Bruce Riedel joined Council on Foreign Relations Consulting Editor Bernard Gwertzman to discuss obstacles facing new special envoy to Afghanistan and Pakistan Richard Holbrooke. 

GWERTZMAN: With Richard Holbrooke being named the new special envoy to Afghanistan and Pakistan, what’s going on in that part of the world? When Asif Ali Zardari, the new president of Pakistan, was inaugurated last year, he invited Afghan President Hamid Karzai to the inauguration. Is there better coordination between the two countries?

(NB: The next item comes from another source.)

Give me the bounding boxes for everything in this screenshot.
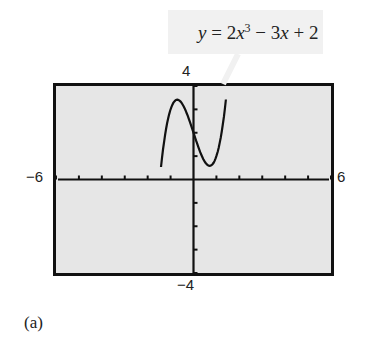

RIEDEL: The good news is that the relationship between President Zardari and President Karzai is a fairly good one, and the two of them are comfortable working with each other. That has yet to translate, though, into a real productive relationship along the border. It’s an opening, certainly, that we should exploit. The inheritance that Ambassador Holbrooke gets, though, on the whole is pretty dim and dismal. The war in Afghanistan is going badly, the southern half of the country is increasingly in chaos, and the Taliban is encroaching more and more frequently into Kabul and the surrounding provinces. And in Pakistan, the jihadist Frankenstein monster that was created by the Pakistani army and the Pakistani intelligence service is now increasingly turning on its creators. It’s trying to take over the laboratory.